For around 300,000 years, humans lived in small, interdependent groups. Not rigid hierarchies.Not corporate ladders.But adaptive, self-organising communities. Anthropologist Richard B. Lee described many of these societies as fiercely egalitarian. Each person embodied a role: Shaman — wisdom, pattern recognition, decision integrity Hunter — decisive action, focus, courage under pressure Scout — curiosity, exploration, new … Continue reading Why We Need More Elders
There are four levels of resilience. Understanding them changes how we develop people, teams, and organisations. 1. Regression When pressure hits, people fall back. Energy drops. Capability narrows. Support is needed just to stabilise. 2. Resistance The instinct to push back against change. Avoidance. Delay. Quiet denial. This is visible across society right now—in how … Continue reading 🌳 From Resilient to Robust: What the Oak Tree Teaches Teams 🌳
6pm from the @theblacklioncheddleton 2 hours of #walkingtalking in the #GreatOutdoors #WisdomWalks #Walkshops #WealthThroughWellbeing Just turn up Donations to @calmzone welcome More info here-
They need space. Space to walk. Space to think. Space to speak honestly — or not speak at all. That’s where Stoic Pilgrim Adventures CIC begins. Not with performance. Not with pressure. But with a simple return to what has always worked: Walking side by side. In nature. In conversation. In quiet. **Men Allowed Mondays** … Continue reading Most men don’t need fixing.
We are not lacking information. We are drowning in it. Every day—news, AI, opinions, strategies, frameworks. More inputs than any human system was designed to handle. And yet… clarity is rare. Because knowledge is consumed. But wisdom must be cultivated. On May 25th–26th, I’m hosting a small fellowship retreat Gradbach Mill Just 8 places. Two … Continue reading We are not lacking information. We are drowning in it.
We wildschool, just like wild coaching, we as parents find getting outdoors, in nature and getting real world experience works well for us. Matthew's out horse riding at the moment with Emma Murphy. 🙂 This little clips explains the reasons well I thought. Knowledge is consumed...But wisdom is cultivated, by walking, dialogue, in the wilderness, … Continue reading Knowledge is consumed…But wisdom is cultivated
🚶♂️🚶♂️🚶♂️🚶♂️🚶♂️ 🚶♂️🚶♂️🚶♂️ + Me - Murph = 9 Curious men interested in exploring hindsight, foresight and insight as a path to greater wisdom 🥾 2 Days = 2 walks 🪓 wilderness survival skills 🔪 ⛺ 👂🏻 Deep Listening and Dialogue 🚶♂️🚶♂️ 👬 Camaraderie through Community 🏞️ Staffordshire Moorlands 🏞️ 🔥 Campfire Conversations under stars 🌃 … Continue reading The Next Fellowship Retreat 25th & 26th May…

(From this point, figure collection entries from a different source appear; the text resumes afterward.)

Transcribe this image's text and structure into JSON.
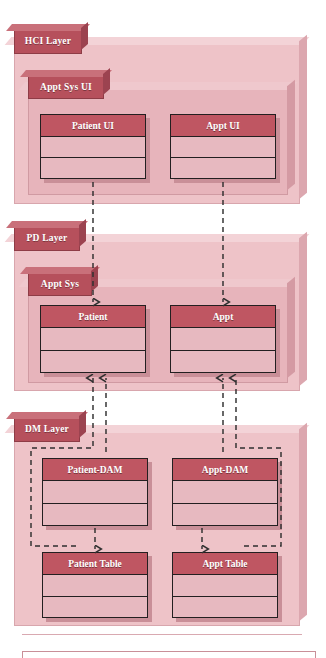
{
  "diagram": {
    "type": "uml-package-layer-diagram",
    "colors": {
      "layer_panel": "#eec3c8",
      "package_panel": "#e7b4bb",
      "tab_fill": "#b6505c",
      "class_header": "#bf5662",
      "class_body": "#e7b9c0",
      "class_border": "#231f20",
      "connector": "#3a3a3a"
    }
  },
  "layers": [
    {
      "id": "hci",
      "tab_label": "HCI Layer",
      "package": {
        "tab_label": "Appt Sys UI"
      },
      "classes": [
        {
          "name": "Patient UI",
          "compartments": 2
        },
        {
          "name": "Appt UI",
          "compartments": 2
        }
      ]
    },
    {
      "id": "pd",
      "tab_label": "PD Layer",
      "package": {
        "tab_label": "Appt Sys"
      },
      "classes": [
        {
          "name": "Patient",
          "compartments": 2
        },
        {
          "name": "Appt",
          "compartments": 2
        }
      ]
    },
    {
      "id": "dm",
      "tab_label": "DM Layer",
      "package": {
        "tab_label": ""
      },
      "classes": [
        {
          "name": "Patient-DAM",
          "compartments": 2
        },
        {
          "name": "Appt-DAM",
          "compartments": 2
        },
        {
          "name": "Patient Table",
          "compartments": 2
        },
        {
          "name": "Appt Table",
          "compartments": 2
        }
      ]
    }
  ],
  "connectors": [
    {
      "from": "Patient UI",
      "to": "Patient",
      "style": "dashed",
      "arrow": "open-down"
    },
    {
      "from": "Appt UI",
      "to": "Appt",
      "style": "dashed",
      "arrow": "open-down"
    },
    {
      "from": "Patient-DAM",
      "to": "Patient",
      "style": "dashed",
      "arrow": "open-up"
    },
    {
      "from": "Patient Table",
      "to": "Patient",
      "style": "dashed",
      "arrow": "open-up"
    },
    {
      "from": "Appt-DAM",
      "to": "Appt",
      "style": "dashed",
      "arrow": "open-up"
    },
    {
      "from": "Appt Table",
      "to": "Appt",
      "style": "dashed",
      "arrow": "open-up"
    },
    {
      "from": "Patient-DAM",
      "to": "Patient Table",
      "style": "dashed",
      "arrow": "open-down"
    },
    {
      "from": "Appt-DAM",
      "to": "Appt Table",
      "style": "dashed",
      "arrow": "open-down"
    }
  ]
}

'the smartest people aren’t just the most technical. They’re the ones with foresight, wisdom, and empathy.' That’s exactly what we train for on The Fellowship men’s retreat. Not through slides or performance theatre — but through peak states, long walks outdoors, nature, and deep dialogue. The way Socrates and Aristotle actually did philosophy: walking, questioning, sensing, … Continue reading Jensen Huang of NVIDIA says it plainly:
Most of us were trained to behave like widgets. -Stay in lane. -Wait for permission. -Optimise your function. But humans are not components. We are sensing, creative, relational, meaning-seeking beings. That’s why working in Dynamic Self-Organising Teams (D-SOTs) feels so different. Because in D-SOTs: -Leadership circulates. -Intelligence is shared. -Responsibility is human again. -And something … Continue reading “Leadership is not scarce. Our systems just make it so.”
That’s the problem. -When you never slow down, you lose perspective. -When you stay indoors, immersed in noise, you drift from reality. The smartest leaders know this: * You don’t find clarity by pushing harder — you find it by stepping back. * That’s where coaching and nature come in. Walking in wild spaces shifts … Continue reading Most business leaders are too busy to think!?